Crisis-tested emerging banks offer attractive option

16 Aug, 2010

Emerging market banks, buoyed by robust domestic growth and stress-tested by their own crises a decade ago, could offer investors a viable alternative to Western banks facing headwinds.
-- EM Loan growth, loan-deposit ratios above developed banks
-- Emerging banks less leveraged, more traditional
Lenders in countries ranging from Brazil to Indonesia are arguably in better shape than their western countertparts, and signs are that investors may increasingly look to them to fill their allocations for financials.
"Most EM banks are unlikely to see the stresses you see in Europe and essentially that is because they saw them already in the past," says Gabriel Wallach, chief investment officer for BNP Paribas' 48-billion-euro emerging equity portfolio.
"If you are a global investor you did well if you were overweight EM financials during the crisis. I would continue to overweight them now, relative to developed market banks, because of their capital ratios and growth prospects," Wallach added.
Russia's biggest lender Sberbank, for example, trades at a 2011 price-book of 1.6, with 2011 return-on-equity forecast at 21.5 percent, according to estimates by UBS.
Compare that with European banks. They may be trading much cheaper at an average P/B of 0.9 but ROE is also much lower at 11.4 percent. Spanish bank Santander, for example, has a 2011 P/B of 1.0 and ROE of 11.7 percent.
Western banks have posted forecast-beating results and passed sector-wide stress tests, but must contend with more regulatory scrutiny, anaemic economies and the need to refinance maturing debt.
Emerging banks, on the other hand, are poised to gain from fast economic growth in developing countries. High savings rates and rising bank penetration mean many big EM banks are seeing loans and deposits growing a sharp 15-20 percent a year.
And EM banks' loan-deposit ratios are a healthy 70-80 percent, meaning they can easily fund loans from their deposits.
European banks' loan growth is seen around 5 percent this year but because of the population's low savings level, their loan-to-deposit ratios are a whopping 130 percent.
Investors are taking note.
The MSCI emerging financials index is at a two-year high, up 3 percent in 2010, while global financials are down 2 percent on the year.

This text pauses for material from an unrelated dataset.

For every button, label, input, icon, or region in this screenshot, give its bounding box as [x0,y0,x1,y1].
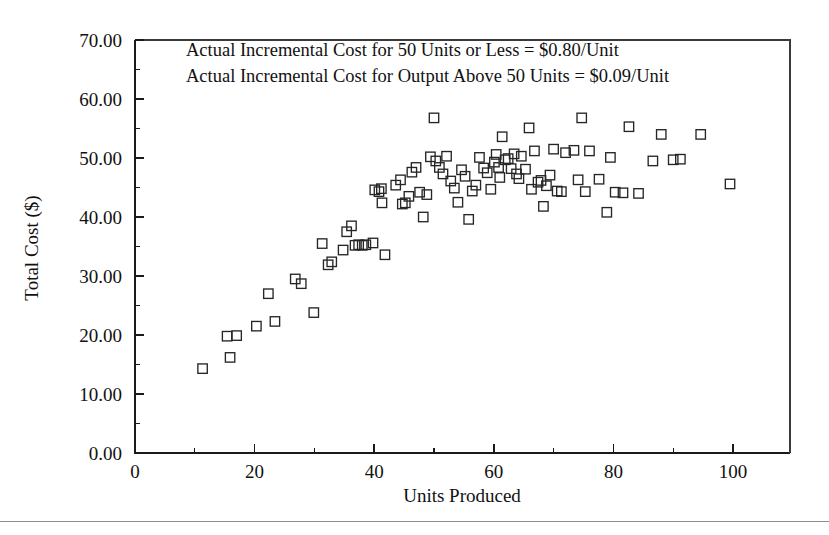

UBS analysts recommend staying underweight European banks and told clients in a recent note: "(We) prefer banks in emerging markets...that are better capitalised with strong deposit platforms and superior growth prospects."
They predict emerging banks' return on equity - profits generated on shareholders' investments - at almost 20 percent by 2012, double the ROE forecast for developed world banks.
Their top EM picks included Sberbank, Turkish Akbank, Banco do Brasil, India's Punjab National Bank and also HSBC which derives much of its revenue from the developing world.
BNP's Wallach picked Indian, Indonesian and Brazilian banks as his favourites, citing "super growth and high returns." To be sure, not all emerging banks look great - Hungarian banks, for instance, are unlikely to be on anyone's best-buy lists due to their overexposure to foreign currency loans.
South African and Korean banks' loans outstrip deposits, just as in Europe. Bad loans at state-run Chinese banks may rise after the recent lending spurt as the economy slows.
But on most metrics, whether loans, deposit growth, return on equity, or debt levels, emerging banks look attractive.
Developing world banks for the most part function like traditional banks, taking deposits and using the cash to lend. US and European banks rely more than emerging market banks do on wholesale borrowing to raise funds. They must soon start raising cash to repay the debt. Moody's says $5 trillion in bank debt will mature in 2010-2012 - $3 trillion of that in Europe - at a time when euro zone and US governments will also be rolling over vast quantities of bonds.
"You do not see the same kind of leverage of the system (in emerging banks) which left banks vulnerable to needing funds from other banks," said Phil Poole, head of macro and investment strategy at HSBC Asset Management in London.
A legacy of past financial crises and banking sector collapses is that emerging market bank capital adequacy ratios - the amount of capital deemed necessary to absorb sudden shocks - tend to be well above the 6 percent stipulated in the recent European stress tests.
Hungarian bank OTP came in at 16.2 percent, for example, and in countries such as Brazil, capital cushions are up to 18 percent.
"Having been burnt 10 years back, few emerging market banks have been affected (by the crisis) this time. EM regulators have operated in environments where they have always assumed stress might come," says James Syme, who runs $1.2 billion in emerging equities at Barings and is overweight the banking sector.
Syme names Indonesia, Turkey and Brazil as examples of countries where banks underwent a total transformation since the devastating emerging market crises between 1997 and 2002.
These relatively higher capital ratios should give emerging banks an edge when new sector regulations come in as the Basel III global banking regulations expected by end-2010, will almost certainly force banks to substantially raise capital buffers.